Similar programs have successfully summoned evening and night-time shoppers in cities like Boise and Crested Butte, Colo.

Though chamber marketing does attract customers to the area, it can’t control where those customers shop.

Starbucks and Tully’s coffee companies aren’t just coming to town, they are here. Concern about what the north Wood River Valley could become in light of the corporate coffee companies’—or other chain operations’—arrival is still reverberating through local grapevines and over steaming coffee cups in the thin mountain air.

Ketchum businessman Paul Kenny, one of the founders of Paul Kenny’s Ski and Sports at the Warm Springs base of Bald Mountain, as well as owner of The Mercantile of Sun Valley, a clothing store that was in the Lane Mercantile Building, said the coffee chains will be a positive addition to the local economy. Currently, Kenny is a leasing and sales agent for Colliers International, a commercial real estate company.

"Hopefully, the big guys will become anchor tenants and provide a draw for customers, be a boon to existing local businesses," Kenny said. "If we can get them to add to fund raisers, like Tully’s and Starbucks are doing off the bat, they can add to the community."

Both coffee chains are, in fact, contributing to local charitable organizations upon their arrival to the valley.

Tully’s, which opened its doors to customers Friday afternoon, donated $50,000 to the Bill Janss Community Center, and the company has been a long-time supporter of the Sun Valley Ski Education Foundation.

Starbucks, scheduled to host a grand opening on Saturday, will donate its first day’s proceeds to the Blaine County Recreation District. Starbucks also donates its day-old pastries and coffee that has been exposed to air more than seven days to local charitable organizations. The Ketchum Starbucks will make those donations to the Blaine County Senior Center in Hailey.

Kenny said the chains can add pull to Ketchum’s downtown and the entire Sun Valley area, but he said he doesn’t want to see a board room full of white-collared executives in New York City making decisions that will affect this area.

Declared Kenny: "I want these chains to stay—to add health to the local economy, but the town needs a commitment from them. They need to entrench themselves here and keep people employed. We’re all scared of change, but maybe the world market with the Internet and chains and such will be good for us."

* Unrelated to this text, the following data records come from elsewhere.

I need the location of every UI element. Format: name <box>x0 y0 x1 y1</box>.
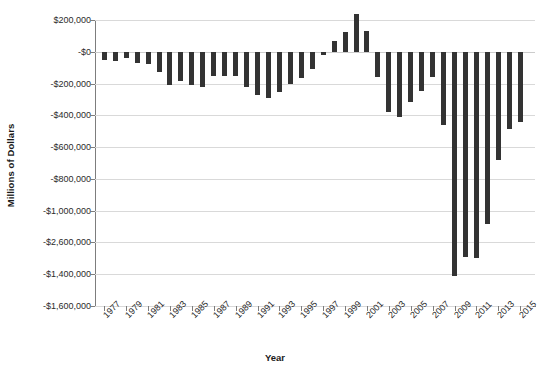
bar <box>288 52 293 84</box>
bar <box>332 41 337 52</box>
bar <box>255 52 260 95</box>
bar <box>167 52 172 85</box>
y-axis-tick-mark <box>90 179 95 180</box>
bar <box>310 52 315 69</box>
gridline <box>95 20 535 21</box>
y-axis-tick-label: -$2,600,000 <box>19 237 91 247</box>
bar <box>135 52 140 64</box>
y-axis-tick-mark <box>90 274 95 275</box>
bar <box>222 52 227 77</box>
bar <box>441 52 446 125</box>
bar <box>102 52 107 61</box>
bar <box>430 52 435 78</box>
bar <box>364 31 369 51</box>
bar <box>375 52 380 77</box>
bar <box>146 52 151 65</box>
y-axis-tick-labels: $200,000-$0-$200,000-$400,000-$600,000-$… <box>13 0 91 376</box>
bar <box>474 52 479 258</box>
y-axis-tick-mark <box>90 211 95 212</box>
y-axis-tick-label: -$1,000,000 <box>19 206 91 216</box>
y-axis-tick-mark <box>90 115 95 116</box>
bar <box>178 52 183 81</box>
bar <box>452 52 457 276</box>
y-axis-tick-mark <box>90 306 95 307</box>
bar <box>211 52 216 76</box>
bar <box>343 32 348 52</box>
chart-container: Millions of Dollars $200,000-$0-$200,000… <box>0 0 550 376</box>
bar <box>200 52 205 87</box>
plot-area <box>95 20 535 306</box>
bar <box>113 52 118 61</box>
bar <box>386 52 391 112</box>
bar <box>277 52 282 93</box>
y-axis-tick-mark <box>90 52 95 53</box>
bar <box>124 52 129 58</box>
y-axis-tick-mark <box>90 20 95 21</box>
x-axis-title: Year <box>0 352 550 363</box>
bar <box>354 14 359 52</box>
bar <box>244 52 249 87</box>
bar <box>266 52 271 98</box>
bar <box>397 52 402 118</box>
gridline <box>95 274 535 275</box>
y-axis-tick-label: -$400,000 <box>19 110 91 120</box>
gridline <box>95 147 535 148</box>
bar <box>408 52 413 103</box>
bar <box>189 52 194 86</box>
y-axis-tick-label: -$1,600,000 <box>19 301 91 311</box>
y-axis-tick-mark <box>90 242 95 243</box>
bar <box>496 52 501 160</box>
y-axis-tick-label: -$0 <box>19 47 91 57</box>
bar <box>463 52 468 258</box>
bar <box>233 52 238 76</box>
gridline <box>95 211 535 212</box>
y-axis-tick-label: $200,000 <box>19 15 91 25</box>
y-axis-tick-label: -$600,000 <box>19 142 91 152</box>
gridline <box>95 84 535 85</box>
y-axis-tick-label: -$800,000 <box>19 174 91 184</box>
bar <box>299 52 304 78</box>
gridline <box>95 115 535 116</box>
gridline <box>95 179 535 180</box>
y-axis-tick-mark <box>90 147 95 148</box>
bar <box>507 52 512 129</box>
gridline <box>95 242 535 243</box>
bar <box>419 52 424 91</box>
bar <box>518 52 523 122</box>
bar <box>485 52 490 225</box>
y-axis-tick-mark <box>90 84 95 85</box>
bar <box>321 52 326 55</box>
y-axis-tick-label: -$200,000 <box>19 79 91 89</box>
y-axis-tick-label: -$1,400,000 <box>19 269 91 279</box>
bar <box>157 52 162 72</box>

But the competition from those two chain operations pales in comparison to another threat—the growing availability of goods on the World Wide Web and from mail order catalogues. The world market is real and has infiltrated the Wood River Valley.

Companies such as Amazon.com, ebay.com, priceline.com, travelocity.com, Campmore, Eddie Bauer, L.L. Bean and many others are providing goods at competitive prices and they eliminate the customer’s need to leave their homes to shop.

Boise State’s Skoro said competition against the world’s economy, not just among valley businesses, does make it harder for local business owners to make a living.

"I can’t imagine, being an Amazon.com book buyer, that there are still book stores in business," he said. "It’s too easy to buy books on the Internet."

Iconoclast Books owner Gary Hunt said Internet sales have affected his retail, in-the-store sales, but he too has joined the Internet shopping world and is selling books online at www.iconoclastbooks.com. Internet sales carry Iconoclast during slack periods, Hunt said.

"(The Internet) is changing the way book business is being done," he said. "If you don’t stick with it, you’re going to be left behind."

Skoro admitted some people apparently feel differently than he does and local shopping districts do have appeal that will always draw customers. Sturtevant’s and Sturto’s Santa said the world market "could be considered a threat, but it’s my feeling that resort sports specialists have the opportunity to do things urban retailers can not."

Santa’s stores offer goods such as ski boots and custom foot beds that require customers to go to his shop. Also, services like tuning and renting skis will continue to require customers to visit similar businesses.

"Shopping is a pastime," he said. "Retail is not going away."